Categorial grammars with unique category assignment
Maxim Vishnikin, Alexander Okhotin
TL;DR
The paper studies categorial grammars with unique category assignment, showing that restricting each symbol to a single category does not limit context-free expressivity because every context-free language $L\subseteq\Sigma^+$ can be encoded homomorphically: there exists an alphabet $\Omega$ and a homomorphism $h: \Sigma \to \Omega^+$ such that $w\in L$ iff $h(w)$ lies in a language defined by a unique-category grammar $G$ with a target $S$. The construction introduces intricate encodings (e.g., $z_{A,B}$, $u_{A,B}$, $y_{t,B}$, $w_{A_1,...,A_n}$) and a $\phi$-encoding with $\phi(p)=p/p$, then wraps encodings with sentinel symbols to prevent cross-contamination, enabling the simulation of multiple syntactic roles. Using these tools, the authors show how to map each terminal $a$ in a Greibach-normal-form CFG to a string $h(a)$ that encodes all rules involving $a$, and prove the main lemma: a word $y$ is in the language defined by the CFG for nonterminal $X$ iff $h(y)$ reduces to $\phi(X)$. Consequently, Greibach’s hardest-language theorem admits a hardest language definable by a unique-category grammar, and the framework even yields inherently ambiguous languages within this class. The results invite further exploration of the unique-category restriction in other categorial formalisms and raise questions about the boundaries of unambiguous vs. inherently ambiguous parses in this setting.
Abstract
A categorial grammar assigns one of several syntactic categories to each symbol of the alphabet, and the category of a string is then deduced from the categories assigned to its symbols using two simple reduction rules. This paper investigates a special class of categorial grammars, in which only one category is assigned to each symbol, thus eliminating ambiguity on the lexical level (in linguistic terms, a unique part of speech is assigned to each word). While unrestricted categorial grammars are equivalent to the context-free grammars, the proposed subclass initially appears weak, as it cannot define even some regular languages. It is proved in the paper that it is actually powerful enough to define a homomorphic encoding of every context-free language, in the sense that for every context-free language $L$ over an alphabet $Σ$ there is a language $L'$ over some alphabet $Ω$ defined by categorial grammar with unique category assignment and a homomorphism $h \colon Σ\to Ω^+$, such that a string $w$ is in $L$ if and only if $h(w)$ is in $L'$. In particular, in Greibach's hardest context-free language theorem, it is sufficient to use a hardest language defined by a categorial grammar with unique category assignment.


- YOUR OBJECTIVE -
All that is wanted is an exact copy of the line containing "Output a JSON" and the lines after it, through the end of the records.

== Segment start ==

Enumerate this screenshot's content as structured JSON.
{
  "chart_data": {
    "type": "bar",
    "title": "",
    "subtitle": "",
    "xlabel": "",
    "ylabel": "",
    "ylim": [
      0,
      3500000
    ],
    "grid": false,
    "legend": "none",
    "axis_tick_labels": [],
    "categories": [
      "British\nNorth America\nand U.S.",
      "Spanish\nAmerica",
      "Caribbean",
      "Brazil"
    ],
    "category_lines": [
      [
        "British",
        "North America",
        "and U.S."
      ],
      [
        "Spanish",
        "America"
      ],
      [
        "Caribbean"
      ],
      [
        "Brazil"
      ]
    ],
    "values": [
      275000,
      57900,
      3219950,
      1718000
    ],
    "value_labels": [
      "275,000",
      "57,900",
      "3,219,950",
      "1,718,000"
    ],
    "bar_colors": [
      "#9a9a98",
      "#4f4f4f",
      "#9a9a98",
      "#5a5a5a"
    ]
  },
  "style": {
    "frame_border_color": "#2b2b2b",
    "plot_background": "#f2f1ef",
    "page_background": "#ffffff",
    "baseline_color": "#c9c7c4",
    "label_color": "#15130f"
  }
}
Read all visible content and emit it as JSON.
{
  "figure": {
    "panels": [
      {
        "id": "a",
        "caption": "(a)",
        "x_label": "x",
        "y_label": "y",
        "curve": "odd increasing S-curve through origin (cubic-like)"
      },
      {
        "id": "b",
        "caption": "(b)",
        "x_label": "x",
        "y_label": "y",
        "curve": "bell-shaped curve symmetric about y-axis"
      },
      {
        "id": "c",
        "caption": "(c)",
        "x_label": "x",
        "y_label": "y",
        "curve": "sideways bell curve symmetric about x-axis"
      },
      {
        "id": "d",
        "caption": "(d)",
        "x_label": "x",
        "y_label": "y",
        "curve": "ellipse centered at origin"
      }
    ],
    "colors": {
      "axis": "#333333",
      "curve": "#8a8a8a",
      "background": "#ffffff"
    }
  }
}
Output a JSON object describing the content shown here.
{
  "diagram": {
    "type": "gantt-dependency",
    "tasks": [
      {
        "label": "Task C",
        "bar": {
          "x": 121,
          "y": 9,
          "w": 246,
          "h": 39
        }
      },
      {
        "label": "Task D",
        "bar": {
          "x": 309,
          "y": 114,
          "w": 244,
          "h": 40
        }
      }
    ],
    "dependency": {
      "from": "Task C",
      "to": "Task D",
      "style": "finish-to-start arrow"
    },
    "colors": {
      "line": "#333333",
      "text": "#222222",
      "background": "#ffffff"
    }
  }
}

== Segment end ==

- RESPONSE TO THIS EXERCISE -
Output a JSON object describing the content shown here.
{
  "diagram": {
    "type": "gantt-dependency",
    "tasks": [
      {
        "label": "Task C",
        "bar": {
          "x": 121,
          "y": 9,
          "w": 246,
          "h": 39
        }
      },
      {
        "label": "Task D",
        "bar": {
          "x": 309,
          "y": 114,
          "w": 244,
          "h": 40
        }
      }
    ],
    "dependency": {
      "from": "Task C",
      "to": "Task D",
      "style": "finish-to-start arrow"
    },
    "colors": {
      "line": "#333333",
      "text": "#222222",
      "background": "#ffffff"
    }
  }
}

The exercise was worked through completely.